2) NBC’s success this fall is neither a turnaround nor a comeback. Unlike the original turnaround in the mid-1980s, this one is built upon the overuse of ONE show with a limited shelf life. A true turnaround, such as the one that led to the rise of Must-See TV, benefits the other nights of the week as well — with OTHER programming.
CBS numbers are awful and expected to drop even more because of Football? WOW.
CBS needs a new sitcom at 8:30 and they need to move awful Hawaii 50 to Sundays or even better, cancel it.They should had never tried to remake an old show.
The turnaround in the 80′s started because of 1 show and that show was the Cosby show. That got people watching, then others followed.

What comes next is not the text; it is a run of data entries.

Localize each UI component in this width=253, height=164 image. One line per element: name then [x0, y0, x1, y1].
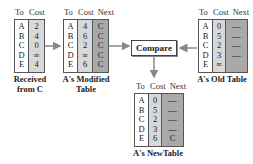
to-column: A B C D E: [135, 94, 149, 146]
old-header: To Cost Next: [199, 7, 249, 17]
new-caption: A's NewTable: [128, 148, 188, 158]
modified-caption: A's Modified Table: [58, 74, 114, 94]
caption-line: Received: [6, 74, 54, 84]
header-cost: Cost: [150, 81, 166, 91]
modified-table: A B C D E 4 6 2 ∞ 6 C C C C C: [63, 19, 109, 73]
to-column: A B C D E: [15, 20, 29, 72]
header-next: Next: [98, 7, 115, 17]
caption-line: A's Modified: [58, 74, 114, 84]
cell: E: [19, 60, 24, 70]
modified-header: To Cost Next: [64, 7, 114, 17]
received-header: To Cost: [15, 7, 45, 17]
next-column: — — — — C: [162, 94, 183, 146]
cell: ∞: [216, 60, 222, 70]
cost-column: 0 5 2 3 ∞: [213, 20, 226, 72]
header-cost: Cost: [78, 7, 94, 17]
header-to: To: [15, 7, 24, 17]
cell: C: [170, 134, 176, 144]
header-next: Next: [233, 7, 250, 17]
cell: —: [232, 51, 241, 61]
header-next: Next: [170, 81, 187, 91]
next-column: C C C C C: [93, 20, 108, 72]
cell: E: [68, 60, 73, 70]
header-to: To: [136, 81, 145, 91]
cost-column: 0 5 2 3 6: [149, 94, 162, 146]
received-from-c-table: A B C D E 2 4 0 ∞ 4: [14, 19, 45, 73]
cost-column: 2 4 0 ∞ 4: [29, 20, 44, 72]
header-to: To: [199, 7, 208, 17]
to-column: A B C D E: [64, 20, 78, 72]
next-column: — — — —: [226, 20, 247, 72]
old-table: A B C D E 0 5 2 3 ∞ — — — —: [198, 19, 248, 73]
cell: C: [98, 60, 104, 70]
cell: 6: [153, 134, 157, 144]
cell: 4: [34, 60, 38, 70]
to-column: A B C D E: [199, 20, 213, 72]
header-cost: Cost: [213, 7, 229, 17]
new-header: To Cost Next: [136, 81, 186, 91]
caption-line: Table: [58, 84, 114, 94]
compare-box: Compare: [131, 40, 177, 56]
cell: E: [139, 134, 144, 144]
cell: E: [203, 60, 208, 70]
old-caption: A's Old Table: [192, 74, 252, 84]
header-to: To: [64, 7, 73, 17]
cell: 6: [83, 60, 87, 70]
received-caption: Received from C: [6, 74, 54, 94]
cost-column: 4 6 2 ∞ 6: [78, 20, 93, 72]
header-cost: Cost: [29, 7, 45, 17]
caption-line: from C: [6, 84, 54, 94]
new-table: A B C D E 0 5 2 3 6 — — — — C: [134, 93, 184, 147]
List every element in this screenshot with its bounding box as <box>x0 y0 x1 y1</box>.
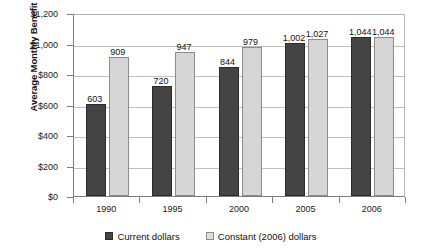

So I think your post is like someone making the same comment in 1984 but were talking about Cosby.
It is not a turnaround yet; it could be the beginning of a turnaround; when things spiral as bad as they have for NBC the game is to stop the bleeding. The Voice is like triage. Hopefully it can stop the bleeding and they can build on that.
I am reading Warren Littlefield’s TOP OF THE ROCK/MUST SEE TV memoir and nothing about NBC today closely resembles what I recall enjoying as a viewer and what Littlefield and Co. achieved. The Peacock is working THE VOICE as ABC once worked MILLIONAIRE. Jeff Zucker raided the castle and it is going to take patience and quality entertaining programs to really reclaim glory.